SeqBench

Functional Enrichment Analysis — GO & Reactome Over-Representation

Test a gene list for enriched GO terms and Reactome pathways with hypergeometric p-values and BH-FDR correction.

🌐 Runs on the SeqBench API — also callable via REST & MCP, and in bulk from the batch tools

Paste a gene list — for example the significant genes from a differential-expression result — and find out which GO terms and Reactome pathways are statistically over-represented in it. Each term or pathway is tested with the hypergeometric distribution against a background (by default, every gene in the bundled dataset, not the whole genome), and every tested term across all selected collections is corrected together with Benjamini-Hochberg FDR. Results are shown as a sortable table and as a bubble chart (fold enrichment vs. significance, bubble size = overlap count), and you can restrict the background to your own gene universe. KEGG gene sets are not included — KEGG's license does not permit bundling them — so coverage is GO + Reactome only.

0 gene(s) parsed

Advanced: custom background gene list

Paste a gene list (or load the example) to run enrichment.

Hypergeometric over-representation test per term/pathway, Benjamini-Hochberg FDR-corrected across every term tested in the selected collections. GO annotations are propagated to ancestor terms (true-path rule). GO and Reactome data are human only; KEGG is not included.

How to use the Functional Enrichment tool

  1. 1Paste a list of gene symbols, one per line or separated by commas/whitespace (or load the example).
  2. 2Pick which collections to test (GO biological process/molecular function/cellular component, Reactome) and, optionally, a custom background gene list and min/max term size.
  3. 3Review the sortable results table and bubble chart — sorted by FDR-adjusted q-value — and export the figure or share the query.

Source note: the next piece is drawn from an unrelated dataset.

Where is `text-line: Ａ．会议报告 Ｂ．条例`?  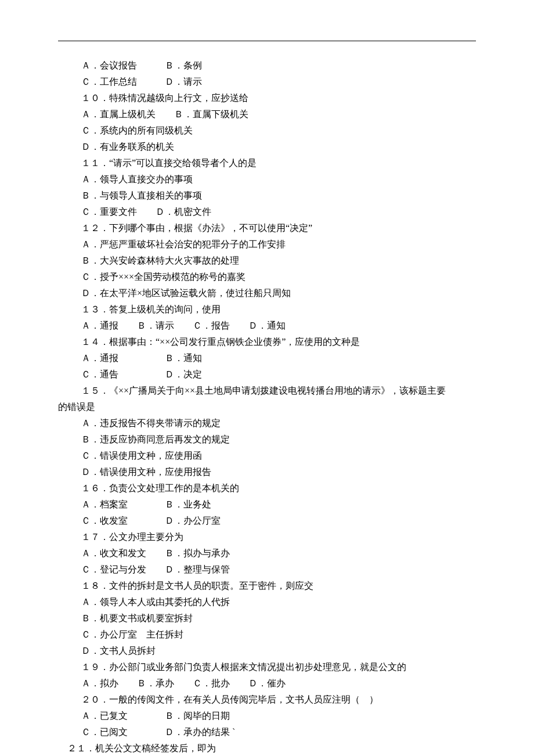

Frequently asked questions

Which databases does this cover?

Gene Ontology (biological process, molecular function, cellular component) and Reactome pathways, both restricted to human. KEGG is deliberately not included, since KEGG's license does not permit bundling its gene sets for redistribution.

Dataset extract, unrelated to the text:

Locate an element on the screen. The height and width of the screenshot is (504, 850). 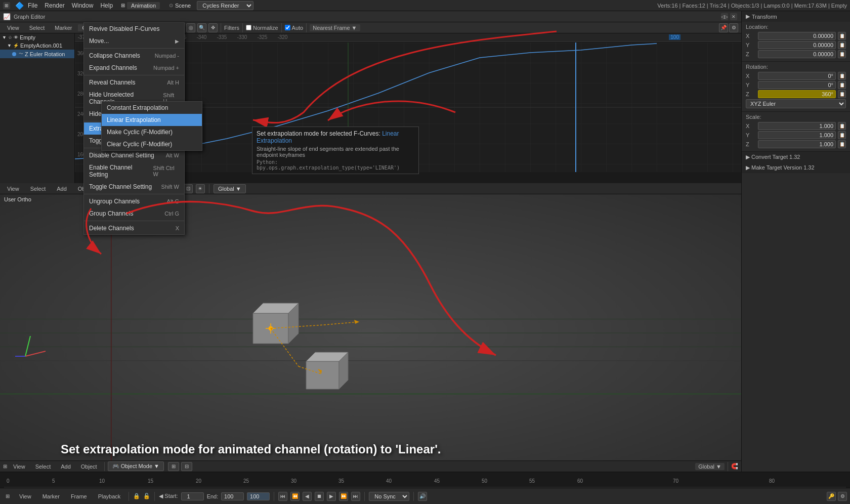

What statistical test is used, and how is multiple testing handled?

A one-sided (over-representation) hypergeometric test per term/pathway, using a numerically stable log-gamma computation so it works at whole-transcriptome scale. Every term tested across all selected collections is corrected together in a single Benjamini-Hochberg FDR pass, which is the standard, more conservative choice versus correcting each collection separately.

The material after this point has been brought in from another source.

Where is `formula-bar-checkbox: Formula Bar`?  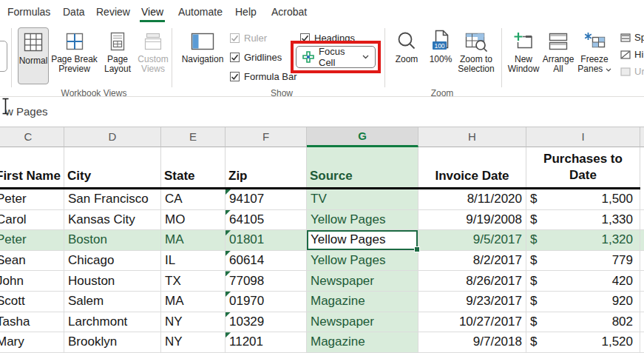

What background/universe is used?

By default, every gene present anywhere in the bundled GO + Reactome data (the \"only annotated genes\" convention used by tools like g:Profiler) rather than the whole genome, since testing against the whole genome systematically overstates significance. You can supply your own background gene list instead — for example, only the genes that were expressed/detected in your experiment, which is the statistically preferable choice when you have that information.

Does GO annotation propagation matter here?

Yes — a gene annotated to a specific child term (e.g. \"double-strand break repair via homologous recombination\") is also credited to every broader ancestor term (e.g. \"DNA repair\", \"cellular response to DNA damage stimulus\") via the is_a/part_of hierarchy, matching the true-path rule every standard enrichment tool (clusterProfiler, topGO, g:Profiler, GOATOOLS) applies. Skipping this would silently under-count broader terms.

Is my gene list stored, and can I run this from code?

Your gene list is sent to the SeqBench API to run the enrichment test and is not stored. The same stateless tool is available via the REST API and the MCP server.